Ground level view of vegetable and herb garden
by HMN Founder Nancy Peplinsky

“Hope is a seed.”

These words are on my 2021 vision board. If there is one thing we all need for 2021 it’s hope. Hope that health will return to our planet and our lives. Hope that this pandemic will fade and we can begin to rebuild. Hope that we can reconnect and be grateful for what we have now and how we have coped.

I found these words in one of my favorite gardening catalogues because gardening is the ultimate metaphor for life. Every seed embodies the very essence of hope. Hope for the first sign of those little green seedlings poking through the dark soil. Hope for the budding on growing plants reaching for the sun. Hope for a beautiful, healthy harvest of color and richness. Gardening tests your hope and your resilience year after year. I can lose myself in a garden plan with fantasies of purple potatoes and chocolate-colored cherry tomatoes, companion plantings and edible flowers, heirloom varieties, and bountiful yields. Each year, I ponder how to lay out my small garden to optimize opportunity. Planning and organizing begin. I have visions of the ultimate garden, bursting with life. I try to arm myself with fresh soil and compost, fencing to deter the animals, natural solutions for the pests. It’s a joy and a battle, filled with grand ideas and fears of failure.

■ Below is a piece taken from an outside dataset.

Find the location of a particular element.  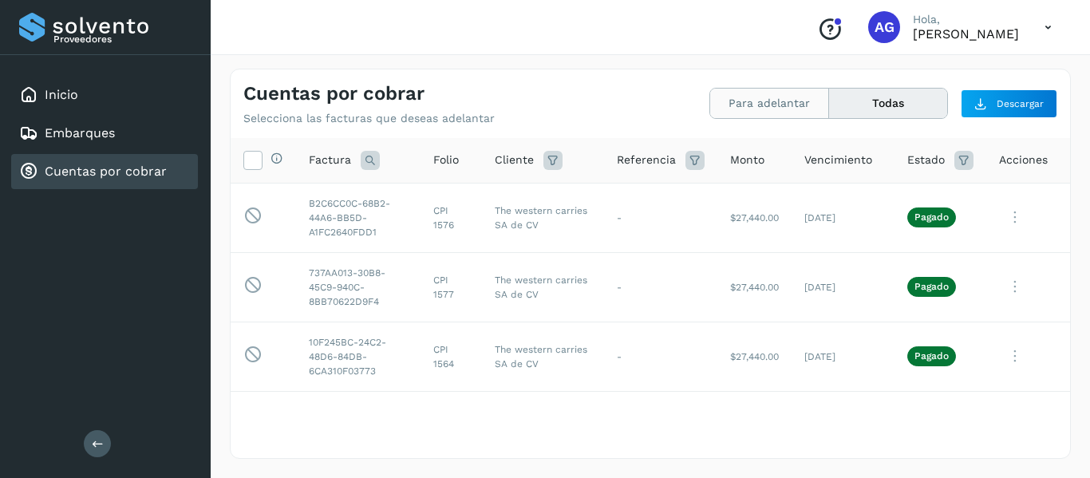

p: Proveedores is located at coordinates (122, 39).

Planting time is exciting. I hope that I have laid enough of a foundation for success. But I am a lazy gardener. I plant and I hope for the best. I check in, I weed occasionally, I watch for trouble. And it always comes. Sometimes it’s the little rascal chipmunks who steal my edible treasures. Other times it’s the hungry super-deer who can leap my fences in a single bound. The weather holds great potential for trouble. It could be cloudy days or unexpected storms where plants are blown over in thunderstorms. It may be parched, dry days when the garden screams for moisture. Sometimes trouble comes in the form of insidious pests. It’s the tomato hornworms or the squash bugs. Plants are devoured or wither away, in spite of my grand plans and my modest efforts to keep them away. Hope is dashed, frustration appears, determination soon follows. It’s a rollercoaster in my yard.

But with each flower, there is a promise. A promise that a pepper will burst forth, a potato is growing under the dirt, or a zucchini will soon be afoot. I smile at the bees as they circulate through the flowers knowing that they are carriers are hope, too. We do a nature dance together, buzzing and hoping for what the future holds. I rejoice with each garden harvest, marveling at the gorgeous produce, each with unique shape and color, and hope is fulfilled, even when there are disappointments along the way. Gardening builds resilience. We mourn the failures and marvel at the successes. And when the chilly weather comes knocking, we dutifully pack it up and clean it out. We prepare for the ice and snow and to bury our hopes for the long season.

Each year, no matter what challenges occurred the gardener in me rallies again. This year I will try something new. New seed varieties, new tricks of the trade. Packets of hope arrive at my door and I smile. Here we go again. Hope, effort, joy, and resilience. A garden of life indeed.